Lady Sarah Bunbury Sacrificing to the Graces
Joshua Reynolds·1763–65
Historical Context
Reynolds's Lady Sarah Bunbury Sacrificing to the Graces, painted 1763-1765 and now in the Art Institute of Chicago, is among his most intellectually ambitious portraits — a painting that places a real contemporary woman in a scene of classical religious ritual, elevating her not through flattery but through the kind of aesthetic idealization that he argued in his Discourses to the Royal Academy was the proper aim of the 'grand manner.' Lady Sarah Lennox had been romantically connected to the young George III before his marriage, and her subsequent disastrous marriage to Sir Charles Bunbury made her a figure of public sympathy and social interest. Reynolds chose the allegory of sacrifice to the Graces as his fictional context — a painting-within-a-painting strategy in which the sitter performs a classical role while remaining visibly herself. The Art Institute of Chicago acquired this work as a centerpiece of its British eighteenth-century collection, and the painting represents Reynolds's most successful fusion of his portrait and history-painting ambitions.
Technical Analysis
The ambitious composition combines portraiture with history painting conventions. Reynolds's handling of the classical drapery and sacrificial scene demonstrates his academic ambitions, while the portrait likeness maintains naturalistic warmth.
Look Closer
- ◆A real named woman — Lady Sarah Bunbury — performs a classical sacrifice at an ancient altar, deliberately blurring portrait and history painting.

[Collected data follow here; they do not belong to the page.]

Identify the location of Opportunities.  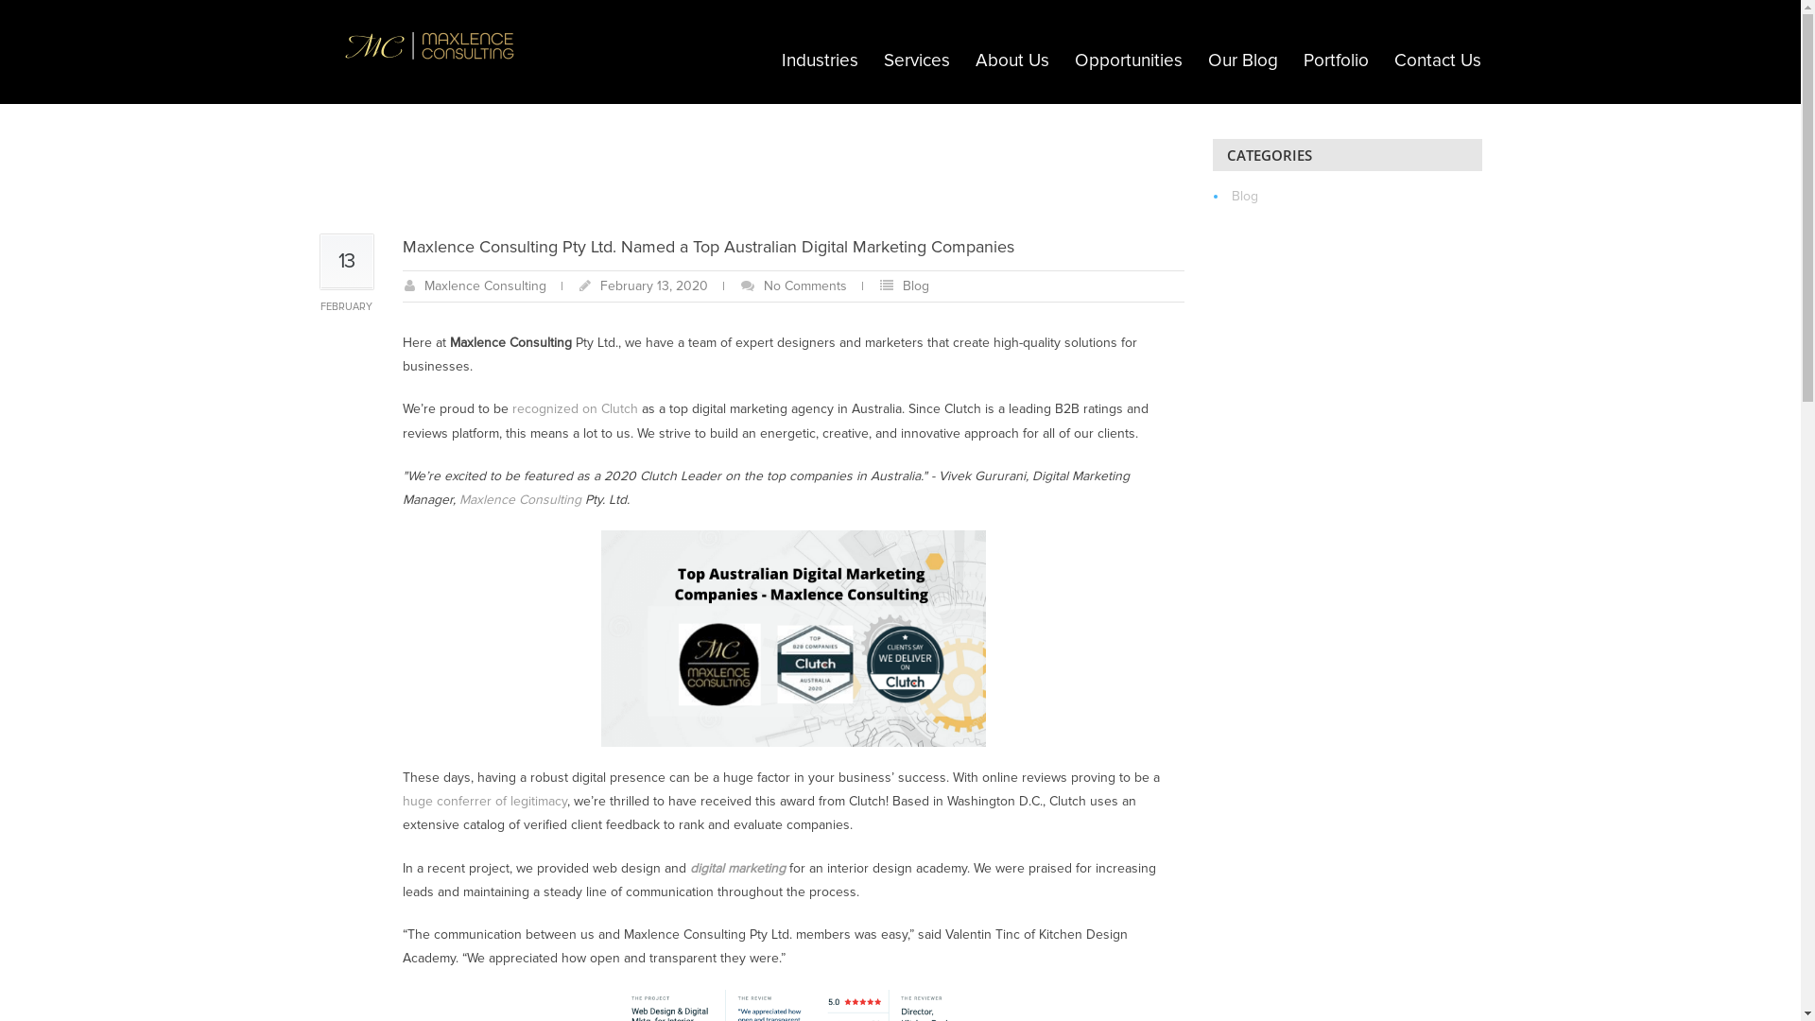
(1129, 60).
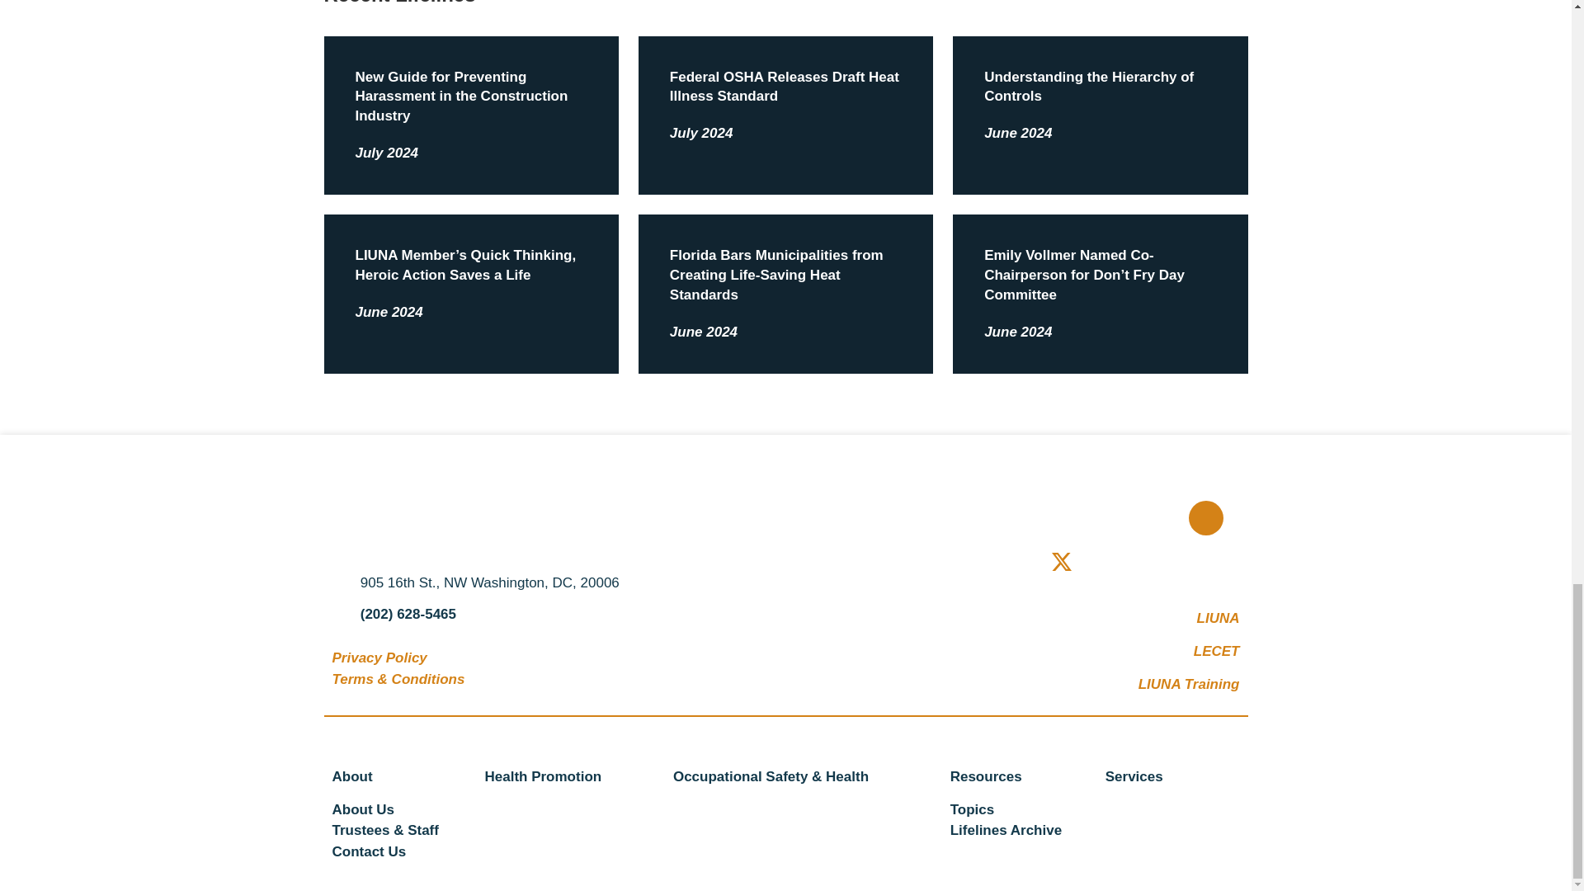  What do you see at coordinates (378, 658) in the screenshot?
I see `Privacy Policy` at bounding box center [378, 658].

- ◆Reynolds gives her classical drapery in place of contemporary dress, elevating the society sitter to the status of mythological participant.
- ◆The votive flame and altar communicate learning and classical allusion, functioning as attributes rather than mere decoration.

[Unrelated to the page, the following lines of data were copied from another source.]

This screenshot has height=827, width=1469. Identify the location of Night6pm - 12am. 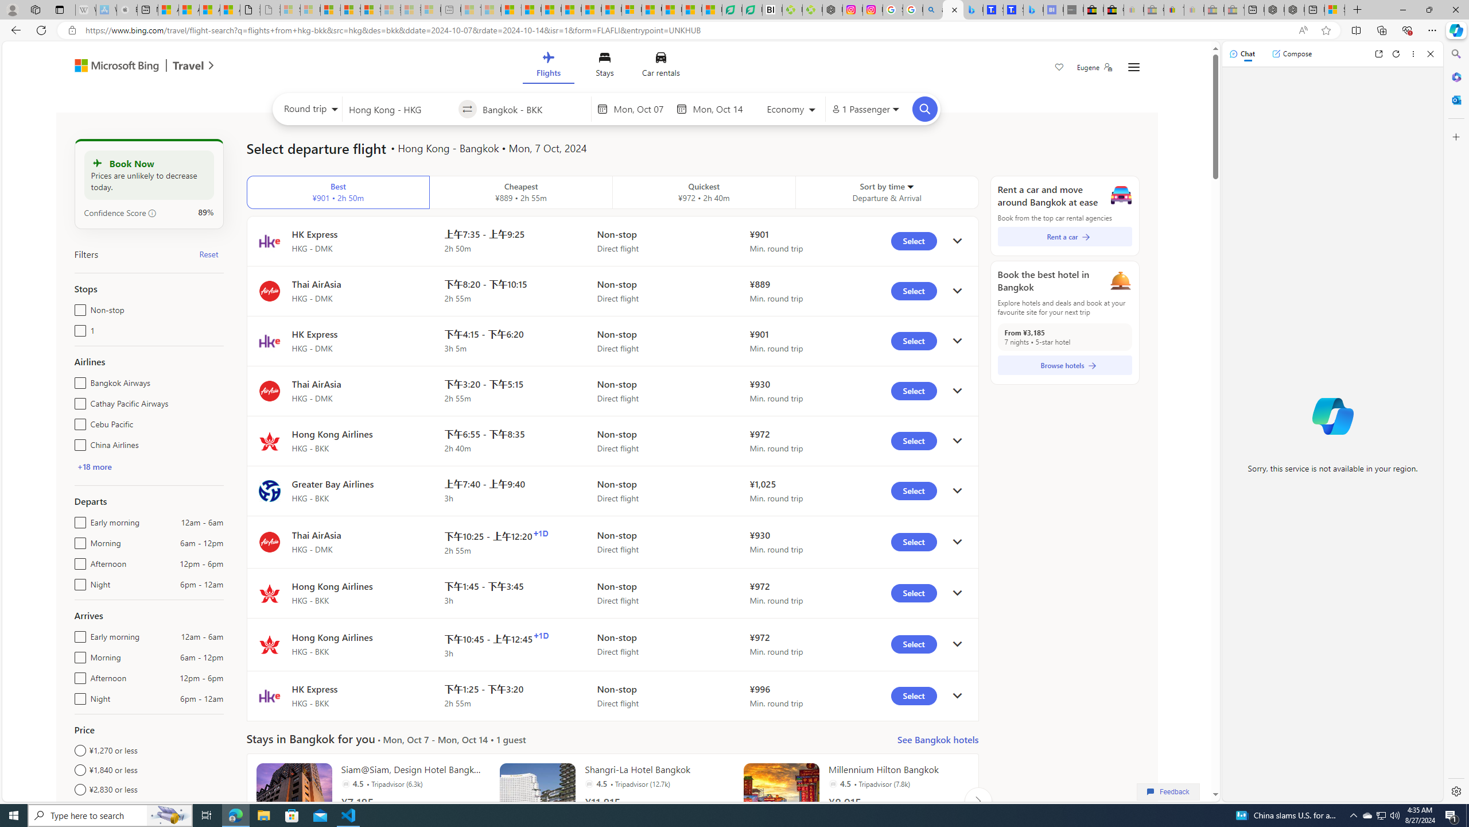
(78, 696).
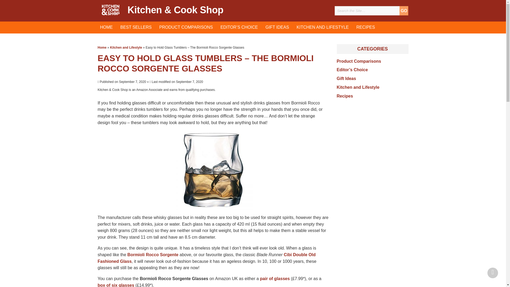  I want to click on KITCHEN AND LIFESTYLE, so click(323, 28).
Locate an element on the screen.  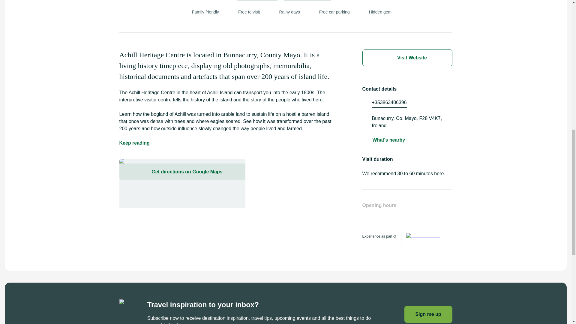
Opening hours is located at coordinates (407, 211).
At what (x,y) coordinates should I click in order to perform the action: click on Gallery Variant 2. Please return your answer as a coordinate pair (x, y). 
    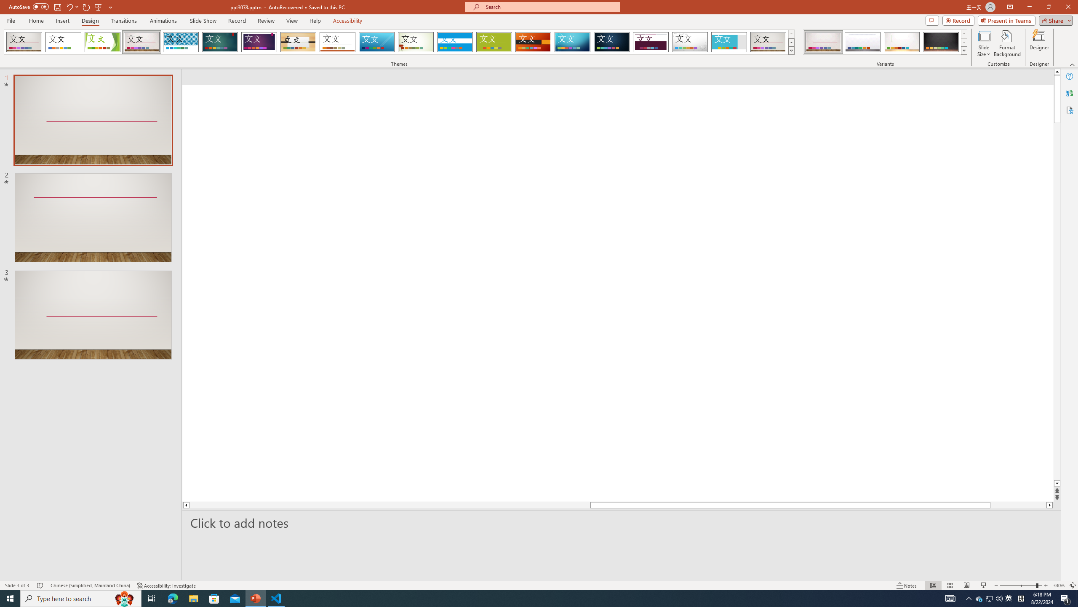
    Looking at the image, I should click on (863, 42).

- ◆The outdoor Arcadian landscape behind the scene sets the sacrifice in a timeless world rather than any specific English location.
Provenance
Commissioned by Sir Thomas Charles Bunbury, sixth Bt. (d. 1821), husband of the sitter, apparently for 250 gns [Malcolm Cormack, “The Ledgers of Sir Joshua Reynolds,” Walpole Society 42 (1968–70, pp. 112, 145]; by descent to his nephew’s grandson, Sir Henry Charles John Bunbury, tenth Bt., Barton Hall and Mildenhall, Suffolk, to at least 1905 [Armstrong 1905]. Charles J. Wertheimer (d. 1911), London, by 1908 [according to London 1908]; sold Christie’s, London, May 10, 1912, no. 63, to Sulley [see London 1986]. Henry Reinhardt Gallery, New York and Chicago, by 1915; sold by Reinhardt to Mrs. W. W. Kimball (d. 1921), Chicago, 1915 [see American Art News 1915]; on loan to the Art Institute of Chicago from 1920; bequeathed to the Art Institute, 1922.